(Saved data entries)
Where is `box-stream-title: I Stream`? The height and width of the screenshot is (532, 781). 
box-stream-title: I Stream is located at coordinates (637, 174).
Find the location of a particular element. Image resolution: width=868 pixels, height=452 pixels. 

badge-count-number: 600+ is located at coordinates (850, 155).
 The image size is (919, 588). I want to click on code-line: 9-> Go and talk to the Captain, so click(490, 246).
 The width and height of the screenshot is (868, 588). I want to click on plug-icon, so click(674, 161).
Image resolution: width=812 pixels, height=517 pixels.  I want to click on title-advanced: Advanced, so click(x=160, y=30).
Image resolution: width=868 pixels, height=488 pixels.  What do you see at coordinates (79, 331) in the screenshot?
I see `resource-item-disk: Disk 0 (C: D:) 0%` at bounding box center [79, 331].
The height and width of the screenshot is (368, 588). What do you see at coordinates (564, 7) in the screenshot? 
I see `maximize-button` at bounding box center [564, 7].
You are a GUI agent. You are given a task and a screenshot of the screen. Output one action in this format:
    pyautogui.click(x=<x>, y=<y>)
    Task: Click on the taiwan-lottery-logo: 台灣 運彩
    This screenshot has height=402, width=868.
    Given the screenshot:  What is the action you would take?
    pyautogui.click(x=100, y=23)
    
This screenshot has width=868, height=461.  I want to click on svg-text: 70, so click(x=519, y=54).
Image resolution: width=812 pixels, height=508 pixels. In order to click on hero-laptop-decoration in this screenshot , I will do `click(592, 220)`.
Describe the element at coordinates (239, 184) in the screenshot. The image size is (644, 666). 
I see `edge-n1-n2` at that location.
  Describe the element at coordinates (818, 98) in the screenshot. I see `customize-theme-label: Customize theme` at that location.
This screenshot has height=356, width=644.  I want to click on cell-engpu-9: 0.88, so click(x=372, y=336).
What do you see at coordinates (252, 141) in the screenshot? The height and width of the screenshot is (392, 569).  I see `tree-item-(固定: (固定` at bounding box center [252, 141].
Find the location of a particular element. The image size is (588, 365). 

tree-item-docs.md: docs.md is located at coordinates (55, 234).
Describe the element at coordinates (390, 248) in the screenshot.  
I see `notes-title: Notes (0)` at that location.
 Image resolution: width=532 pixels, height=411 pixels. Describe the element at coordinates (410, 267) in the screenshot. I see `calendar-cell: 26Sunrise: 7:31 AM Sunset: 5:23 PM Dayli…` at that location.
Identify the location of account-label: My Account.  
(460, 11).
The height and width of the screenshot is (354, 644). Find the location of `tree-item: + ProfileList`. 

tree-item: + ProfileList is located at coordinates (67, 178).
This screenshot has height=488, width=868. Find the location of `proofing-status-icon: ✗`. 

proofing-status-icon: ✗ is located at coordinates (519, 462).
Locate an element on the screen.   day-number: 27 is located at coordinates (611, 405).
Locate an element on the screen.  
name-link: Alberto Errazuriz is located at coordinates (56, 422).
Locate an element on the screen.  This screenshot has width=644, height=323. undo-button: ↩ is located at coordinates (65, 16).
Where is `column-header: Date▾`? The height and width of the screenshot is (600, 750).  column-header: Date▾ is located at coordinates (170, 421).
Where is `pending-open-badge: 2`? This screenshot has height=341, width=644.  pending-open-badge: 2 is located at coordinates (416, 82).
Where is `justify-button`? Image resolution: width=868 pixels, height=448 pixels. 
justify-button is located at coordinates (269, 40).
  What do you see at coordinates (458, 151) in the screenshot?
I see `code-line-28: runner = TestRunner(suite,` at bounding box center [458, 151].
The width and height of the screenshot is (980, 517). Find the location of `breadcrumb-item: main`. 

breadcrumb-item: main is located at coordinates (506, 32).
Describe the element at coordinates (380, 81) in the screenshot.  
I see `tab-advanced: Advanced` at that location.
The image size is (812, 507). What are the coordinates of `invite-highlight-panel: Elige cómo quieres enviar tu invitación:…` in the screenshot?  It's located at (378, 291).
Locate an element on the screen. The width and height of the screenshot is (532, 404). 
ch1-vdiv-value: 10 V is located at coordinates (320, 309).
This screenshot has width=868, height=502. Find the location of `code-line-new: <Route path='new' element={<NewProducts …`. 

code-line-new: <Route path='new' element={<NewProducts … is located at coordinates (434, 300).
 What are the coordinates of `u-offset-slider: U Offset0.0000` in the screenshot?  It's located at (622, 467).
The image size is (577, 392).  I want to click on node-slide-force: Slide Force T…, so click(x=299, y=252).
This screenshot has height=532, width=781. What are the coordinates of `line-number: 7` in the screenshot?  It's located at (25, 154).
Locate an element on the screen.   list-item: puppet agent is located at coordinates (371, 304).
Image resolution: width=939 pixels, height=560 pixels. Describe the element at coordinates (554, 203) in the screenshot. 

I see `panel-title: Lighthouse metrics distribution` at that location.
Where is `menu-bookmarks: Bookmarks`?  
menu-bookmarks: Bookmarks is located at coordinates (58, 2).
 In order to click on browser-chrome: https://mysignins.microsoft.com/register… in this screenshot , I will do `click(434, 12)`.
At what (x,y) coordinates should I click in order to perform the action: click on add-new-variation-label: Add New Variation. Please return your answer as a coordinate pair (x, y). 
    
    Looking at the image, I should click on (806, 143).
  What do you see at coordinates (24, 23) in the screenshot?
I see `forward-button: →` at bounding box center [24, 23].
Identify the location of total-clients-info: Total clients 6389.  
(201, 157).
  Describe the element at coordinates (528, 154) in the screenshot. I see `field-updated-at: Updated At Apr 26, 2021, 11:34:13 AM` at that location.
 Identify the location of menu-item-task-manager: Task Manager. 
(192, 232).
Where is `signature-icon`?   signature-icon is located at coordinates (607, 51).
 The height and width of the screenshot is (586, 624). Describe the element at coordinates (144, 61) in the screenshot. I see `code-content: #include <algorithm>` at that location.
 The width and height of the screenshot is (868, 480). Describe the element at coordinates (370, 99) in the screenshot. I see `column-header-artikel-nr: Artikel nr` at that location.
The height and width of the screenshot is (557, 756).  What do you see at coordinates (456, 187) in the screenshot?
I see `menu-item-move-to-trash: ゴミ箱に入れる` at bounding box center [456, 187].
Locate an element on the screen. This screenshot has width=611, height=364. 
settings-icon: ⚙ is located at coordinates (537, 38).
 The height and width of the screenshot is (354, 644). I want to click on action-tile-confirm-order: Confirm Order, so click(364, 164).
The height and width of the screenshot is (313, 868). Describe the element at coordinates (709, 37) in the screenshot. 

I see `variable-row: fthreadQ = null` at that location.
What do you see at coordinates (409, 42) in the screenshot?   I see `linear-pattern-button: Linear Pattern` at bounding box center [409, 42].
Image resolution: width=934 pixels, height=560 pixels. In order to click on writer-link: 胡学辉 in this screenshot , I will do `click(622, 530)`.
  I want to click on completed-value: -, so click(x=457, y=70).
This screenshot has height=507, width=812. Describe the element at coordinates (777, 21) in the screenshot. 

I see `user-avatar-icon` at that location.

WORK TASK
Repeat the full set of records exactly.

COMPLETED TASK
Where is `box-stream-title: I Stream`? The height and width of the screenshot is (532, 781). 
box-stream-title: I Stream is located at coordinates (637, 174).
Find the location of a particular element. Image resolution: width=868 pixels, height=452 pixels. 

badge-count-number: 600+ is located at coordinates (850, 155).
 The image size is (919, 588). I want to click on code-line: 9-> Go and talk to the Captain, so click(490, 246).
 The width and height of the screenshot is (868, 588). I want to click on plug-icon, so click(674, 161).
Image resolution: width=812 pixels, height=517 pixels.  I want to click on title-advanced: Advanced, so click(x=160, y=30).
Image resolution: width=868 pixels, height=488 pixels.  What do you see at coordinates (79, 331) in the screenshot?
I see `resource-item-disk: Disk 0 (C: D:) 0%` at bounding box center [79, 331].
The height and width of the screenshot is (368, 588). What do you see at coordinates (564, 7) in the screenshot? 
I see `maximize-button` at bounding box center [564, 7].
You are a GUI agent. You are given a task and a screenshot of the screen. Output one action in this format:
    pyautogui.click(x=<x>, y=<y>)
    Task: Click on the taiwan-lottery-logo: 台灣 運彩
    This screenshot has height=402, width=868.
    Given the screenshot:  What is the action you would take?
    pyautogui.click(x=100, y=23)
    
This screenshot has width=868, height=461.  I want to click on svg-text: 70, so click(x=519, y=54).
Image resolution: width=812 pixels, height=508 pixels. In order to click on hero-laptop-decoration in this screenshot , I will do `click(592, 220)`.
Describe the element at coordinates (239, 184) in the screenshot. The image size is (644, 666). 
I see `edge-n1-n2` at that location.
  Describe the element at coordinates (818, 98) in the screenshot. I see `customize-theme-label: Customize theme` at that location.
This screenshot has height=356, width=644.  I want to click on cell-engpu-9: 0.88, so click(x=372, y=336).
What do you see at coordinates (252, 141) in the screenshot? The height and width of the screenshot is (392, 569).  I see `tree-item-(固定: (固定` at bounding box center [252, 141].
Find the location of a particular element. The image size is (588, 365). 

tree-item-docs.md: docs.md is located at coordinates (55, 234).
Describe the element at coordinates (390, 248) in the screenshot.  
I see `notes-title: Notes (0)` at that location.
 Image resolution: width=532 pixels, height=411 pixels. Describe the element at coordinates (410, 267) in the screenshot. I see `calendar-cell: 26Sunrise: 7:31 AM Sunset: 5:23 PM Dayli…` at that location.
Identify the location of account-label: My Account.  
(460, 11).
The height and width of the screenshot is (354, 644). Find the location of `tree-item: + ProfileList`. 

tree-item: + ProfileList is located at coordinates (67, 178).
This screenshot has height=488, width=868. Find the location of `proofing-status-icon: ✗`. 

proofing-status-icon: ✗ is located at coordinates (519, 462).
Locate an element on the screen.   day-number: 27 is located at coordinates (611, 405).
Locate an element on the screen.  
name-link: Alberto Errazuriz is located at coordinates (56, 422).
Locate an element on the screen.  This screenshot has width=644, height=323. undo-button: ↩ is located at coordinates (65, 16).
Where is `column-header: Date▾`? The height and width of the screenshot is (600, 750).  column-header: Date▾ is located at coordinates (170, 421).
Where is `pending-open-badge: 2`? This screenshot has height=341, width=644.  pending-open-badge: 2 is located at coordinates (416, 82).
Where is `justify-button`? Image resolution: width=868 pixels, height=448 pixels. 
justify-button is located at coordinates (269, 40).
  What do you see at coordinates (458, 151) in the screenshot?
I see `code-line-28: runner = TestRunner(suite,` at bounding box center [458, 151].
The width and height of the screenshot is (980, 517). Find the location of `breadcrumb-item: main`. 

breadcrumb-item: main is located at coordinates (506, 32).
Describe the element at coordinates (380, 81) in the screenshot.  
I see `tab-advanced: Advanced` at that location.
The image size is (812, 507). What are the coordinates of `invite-highlight-panel: Elige cómo quieres enviar tu invitación:…` in the screenshot?  It's located at (378, 291).
Locate an element on the screen. The width and height of the screenshot is (532, 404). 
ch1-vdiv-value: 10 V is located at coordinates (320, 309).
This screenshot has width=868, height=502. Find the location of `code-line-new: <Route path='new' element={<NewProducts …`. 

code-line-new: <Route path='new' element={<NewProducts … is located at coordinates (434, 300).
 What are the coordinates of `u-offset-slider: U Offset0.0000` in the screenshot?  It's located at (622, 467).
The image size is (577, 392).  I want to click on node-slide-force: Slide Force T…, so click(x=299, y=252).
This screenshot has height=532, width=781. What are the coordinates of `line-number: 7` in the screenshot?  It's located at (25, 154).
Locate an element on the screen.   list-item: puppet agent is located at coordinates (371, 304).
Image resolution: width=939 pixels, height=560 pixels. Describe the element at coordinates (554, 203) in the screenshot. 

I see `panel-title: Lighthouse metrics distribution` at that location.
Where is `menu-bookmarks: Bookmarks`?  
menu-bookmarks: Bookmarks is located at coordinates (58, 2).
 In order to click on browser-chrome: https://mysignins.microsoft.com/register… in this screenshot , I will do `click(434, 12)`.
At what (x,y) coordinates should I click in order to perform the action: click on add-new-variation-label: Add New Variation. Please return your answer as a coordinate pair (x, y). 
    
    Looking at the image, I should click on (806, 143).
  What do you see at coordinates (24, 23) in the screenshot?
I see `forward-button: →` at bounding box center [24, 23].
Identify the location of total-clients-info: Total clients 6389.  
(201, 157).
  Describe the element at coordinates (528, 154) in the screenshot. I see `field-updated-at: Updated At Apr 26, 2021, 11:34:13 AM` at that location.
 Identify the location of menu-item-task-manager: Task Manager. 
(192, 232).
Where is `signature-icon`?   signature-icon is located at coordinates (607, 51).
 The height and width of the screenshot is (586, 624). Describe the element at coordinates (144, 61) in the screenshot. I see `code-content: #include <algorithm>` at that location.
 The width and height of the screenshot is (868, 480). Describe the element at coordinates (370, 99) in the screenshot. I see `column-header-artikel-nr: Artikel nr` at that location.
The height and width of the screenshot is (557, 756).  What do you see at coordinates (456, 187) in the screenshot?
I see `menu-item-move-to-trash: ゴミ箱に入れる` at bounding box center [456, 187].
Locate an element on the screen. This screenshot has width=611, height=364. 
settings-icon: ⚙ is located at coordinates (537, 38).
 The height and width of the screenshot is (354, 644). I want to click on action-tile-confirm-order: Confirm Order, so click(364, 164).
The height and width of the screenshot is (313, 868). Describe the element at coordinates (709, 37) in the screenshot. 

I see `variable-row: fthreadQ = null` at that location.
What do you see at coordinates (409, 42) in the screenshot?   I see `linear-pattern-button: Linear Pattern` at bounding box center [409, 42].
Image resolution: width=934 pixels, height=560 pixels. In order to click on writer-link: 胡学辉 in this screenshot , I will do `click(622, 530)`.
  I want to click on completed-value: -, so click(x=457, y=70).
This screenshot has height=507, width=812. Describe the element at coordinates (777, 21) in the screenshot. 

I see `user-avatar-icon` at that location.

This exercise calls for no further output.